Meg A. Krawchuk, Max A. Moritz


Summary - what did the authors do and why?

The authors examined the potential relationship between global fire activity and biomass resource availability based on monthly soil moisture metrics before and during the fire season. They also examined the efficacy of a potential global fire weather metric, anomaly in mean monthly 500 hPa geopotential height.

Publication findings:

The authors' results support the varying constraints hypothesis that wildfire occurrence requires key biophysical factors to coincide, however, the relationship between fuel moisture and fuel availability varies along fairly predictable spatial patterns.

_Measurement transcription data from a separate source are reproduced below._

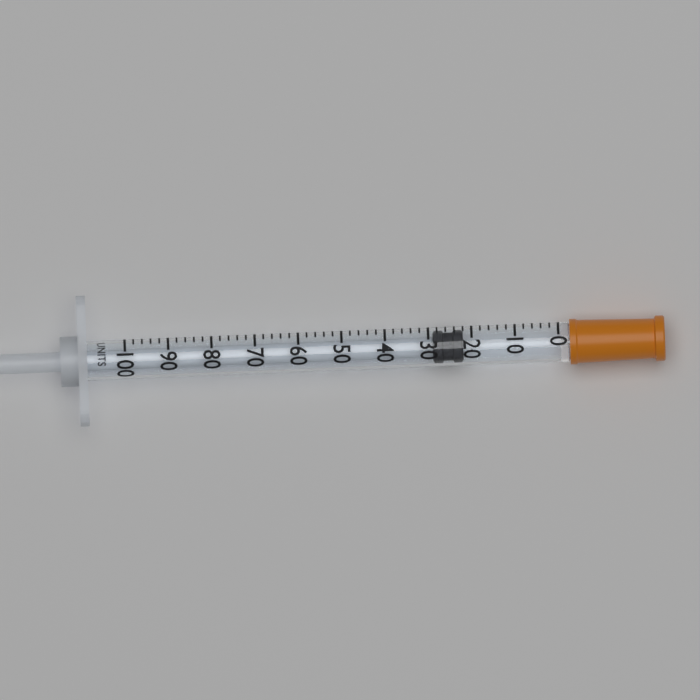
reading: 22 units
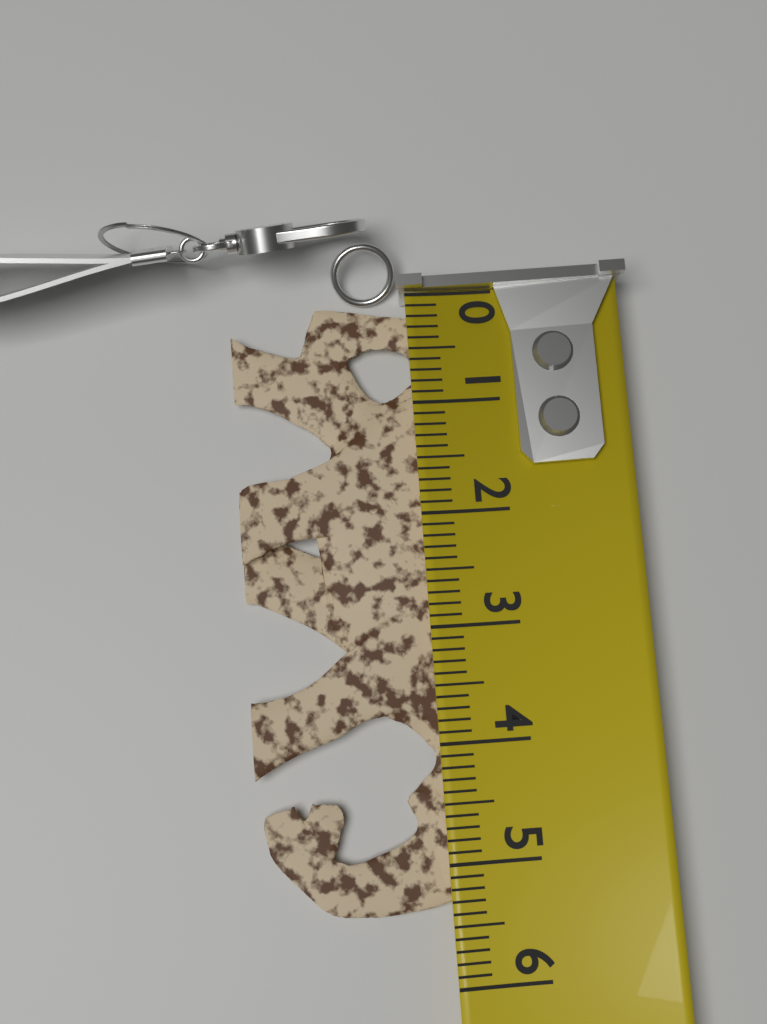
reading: 5.4 (no unit)
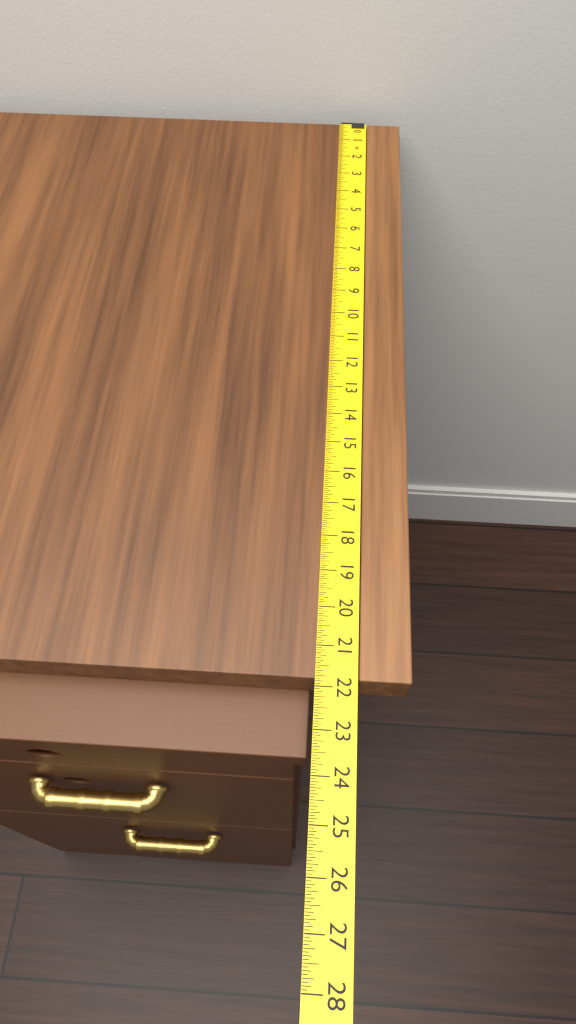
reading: 21.8125 in
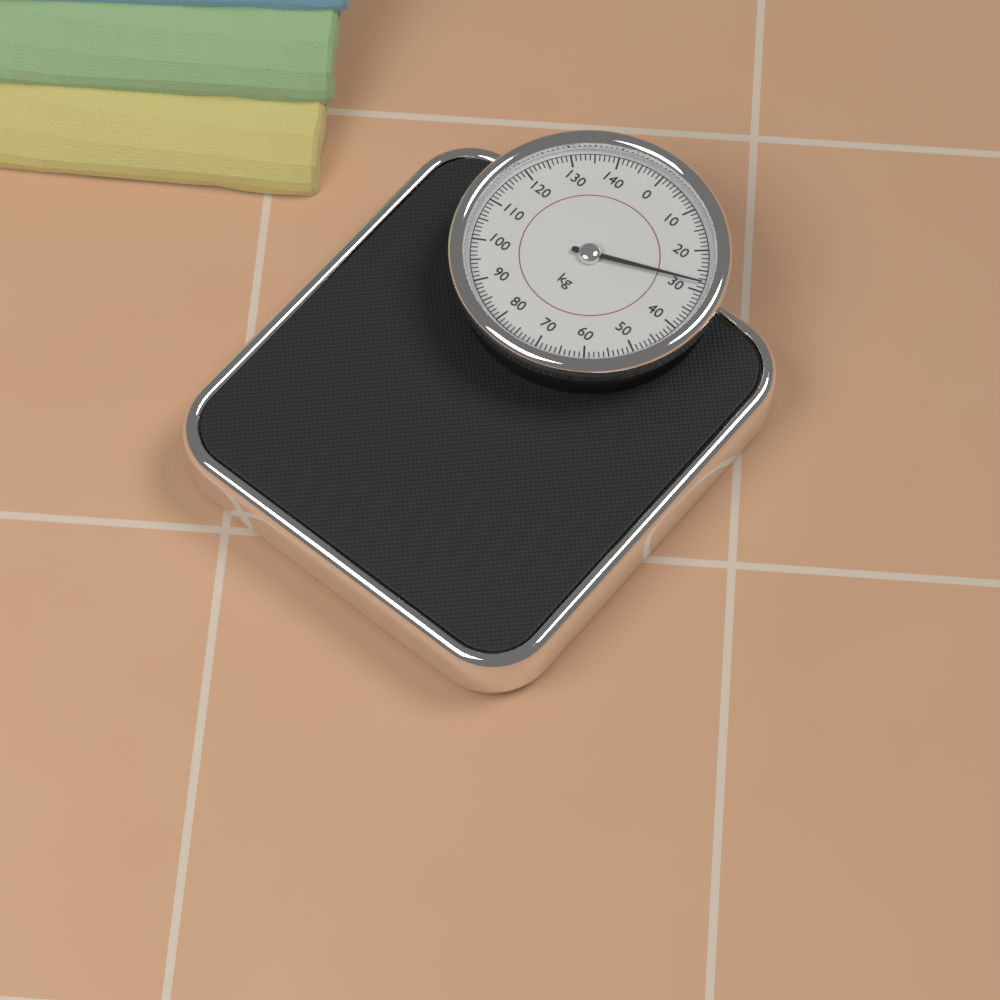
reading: 28 kg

In areas where fuel is abundant, fuel moisture availability has the strongest constraint on fire activity, whereas in fuel-limited systems, fire is constrained more strongly by fuel availability. In these ecosystems, lagged fuel moisture is more representative of subsequent potential fire activity.

Climate and Fire Linkages

The authors' results support the varying constraints hypothesis that wildfire occurrence requires key biophysical factors to coincide, however, the relationship between fuel moisture and fuel availability varies along fairly predictable spatial patterns. In areas where fuel is abundant, fuel moisture availability has the strongest constraint on fire activity, whereas in fuel-limited systems, fire is constrained more strongly by fuel availability. In these ecosystems, lagged fuel moisture is more representative of subsequent potential fire activity.